I'm sure that if we ever did discover some sort of disembodied soul made out of a weird previously unknown substance that was attached to the brain and appeared to contain our consciousness, Dave Chalmers would argue that qualia couldn't possibly be reduced down to something as basic as [newly discovered substance], and that obviously this disembodied soul couldn't possibly contain consciousness, that has to be contained somewhere else. There is no possible substance, no possible anything, that could ever satisfy the dualist's intuitions.
Yes, plus the inverted spectrum argument, and all the other "conceivability arguments." I can conceive of myself walking on walls, bench-pressing semi-trucks, and flying without making any modifications to my body or changing the external world. But that's because my brain is bad at conceiving stuff and fudges using shortcuts. If I actually start thinking in extremely detailed terms of my muscle tissues and the laws of physics, it becomes obvious that you can't conceive of such a thing.
If anyone argued "I can imagine an anorexic person with almost no muscles lifting a truck, therefore strength cannot be caused by one's muscles," they would be laughed at. P-zombies and inverted spectrums deserve similar ridicule.
A claim that some X is made of some Y is not showing how X's are made of Y's. Can you explain why red is produced and not soemthing other.
I wasn't selling dualism, was noting that ESR's account is not particualrly phsycialist as well as being not particularly explanatory,
I find the Mary argument more convincing.
There are many different neuron firing patterns. Some produce various shades of red, other produce other stuff.
The intuition that Mary's Room activates is that no amount of book-learning can substitute for firsthand experience. This is because we can't always use knowledge we obtain from reading about experiences to activate the same neurons that having those experiences would activate. The only way to activate them and experience those feeling is to have the activating experience.
Now, in Dennett's RoboMary variation of the experience, RoboMary would probably not say "Wow!" That is because she is capable of constructing a brain emulator of herself seeing red inside her own head, and then transferring the knowledge of what those neurons (or circuits in this case) felt when activated. She already knows what seeing red feels like, even though she's never seen it.

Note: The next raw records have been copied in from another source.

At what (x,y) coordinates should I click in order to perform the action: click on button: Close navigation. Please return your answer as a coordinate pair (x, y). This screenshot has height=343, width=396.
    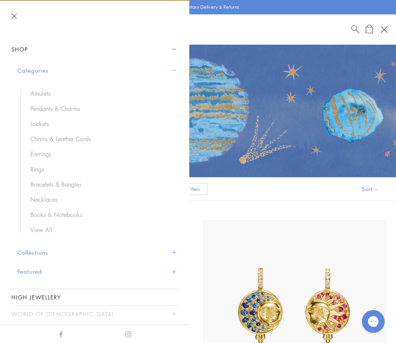
    Looking at the image, I should click on (14, 16).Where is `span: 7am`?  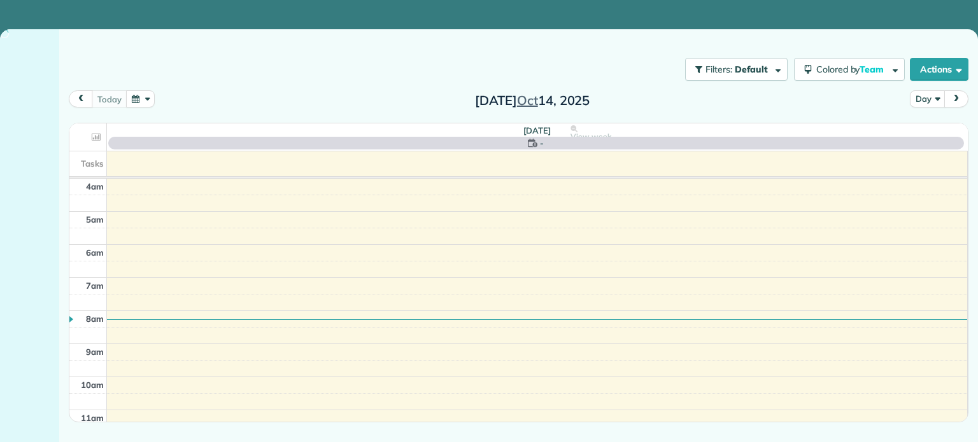 span: 7am is located at coordinates (95, 286).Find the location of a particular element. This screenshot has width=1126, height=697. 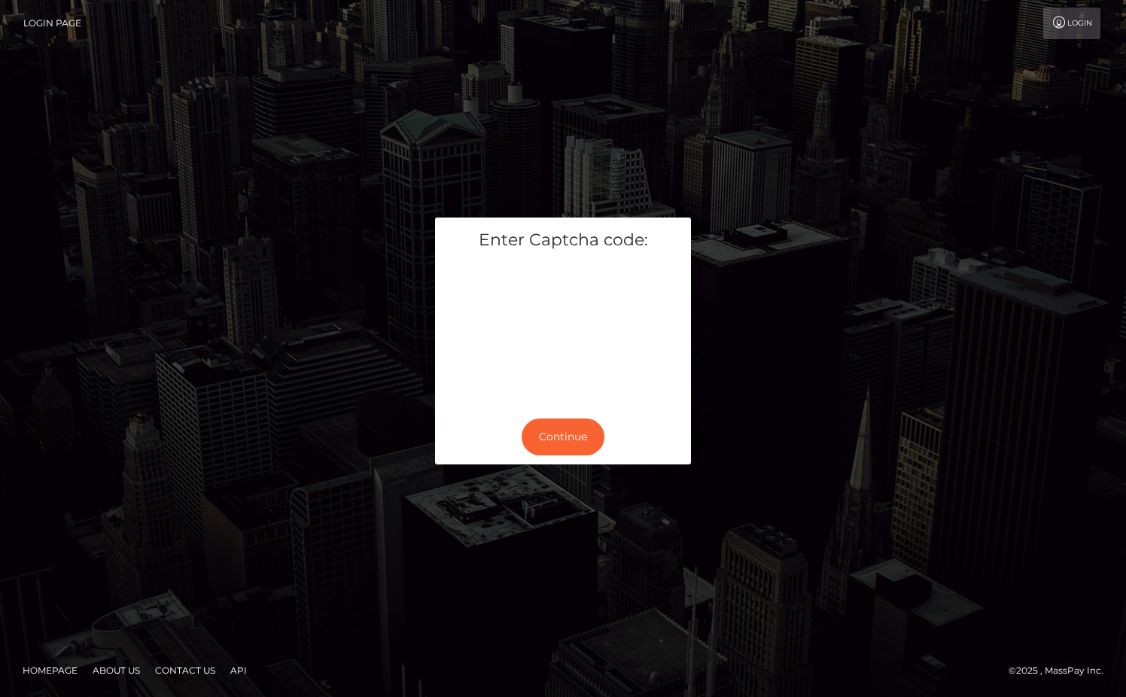

a: Login Page is located at coordinates (52, 23).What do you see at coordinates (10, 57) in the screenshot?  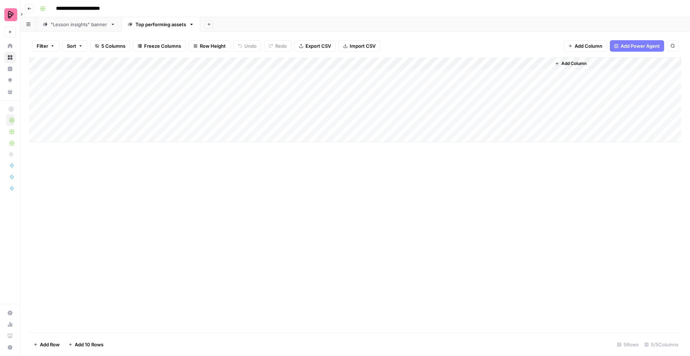 I see `a: Browse` at bounding box center [10, 57].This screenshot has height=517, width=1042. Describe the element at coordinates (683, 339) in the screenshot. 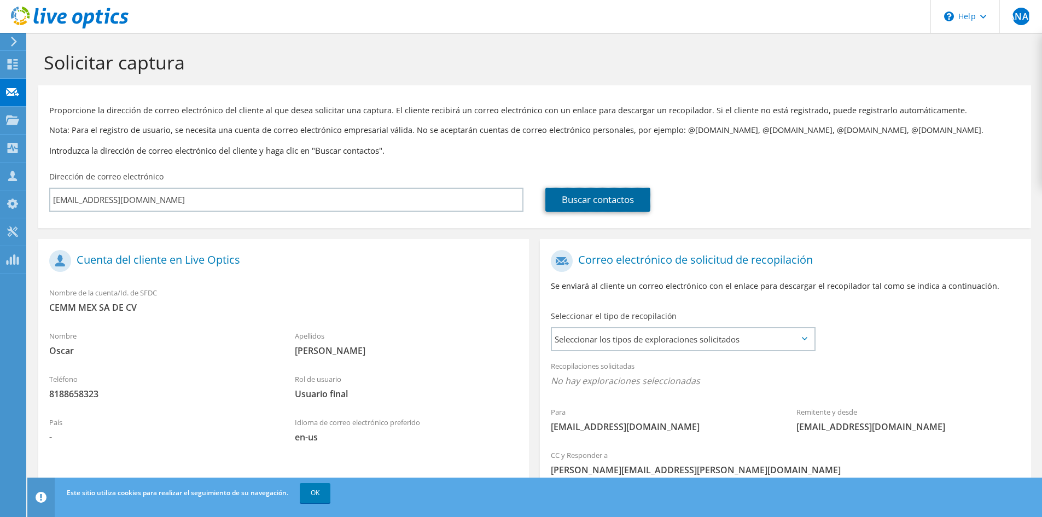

The dualist says: 'I imagine Mary the color-blind learning all the scientific facts about color vision, including the fine neurological details, and correctly drawing any relevant inferences from these facts. Yet when I imagine Mary seeing red for herself for the first time, it seems to me that she would think that further epistemically open possibilities have been ruled out, that were previously open. There seemed to be more than one candidate subjective character red-detecting brain states could add up to, and learning "oh, that's what red feels like!" narrowed down the model further.'
Since Mary is color-omniscient, some explanation then is needed for why she would harbor this false belief, or for why she wouldn't really think that the first-hand experience had further narrowed down the experiential possibilities for her.
Saying 'she hadn't instantiated the property X' doesn't explain why anyone has this intuition, because in nearly all cases it's possible to understand and expect properties without instantiating them oneself. If Mary were a volcanologist, there wouldn't be some factual information she's missing by virtue of not having her brain instantiate all the properties of a volcano. What is it about certain mental properties that makes them relevantly different?
Sure, that would be this mini-sequence by orthonormal.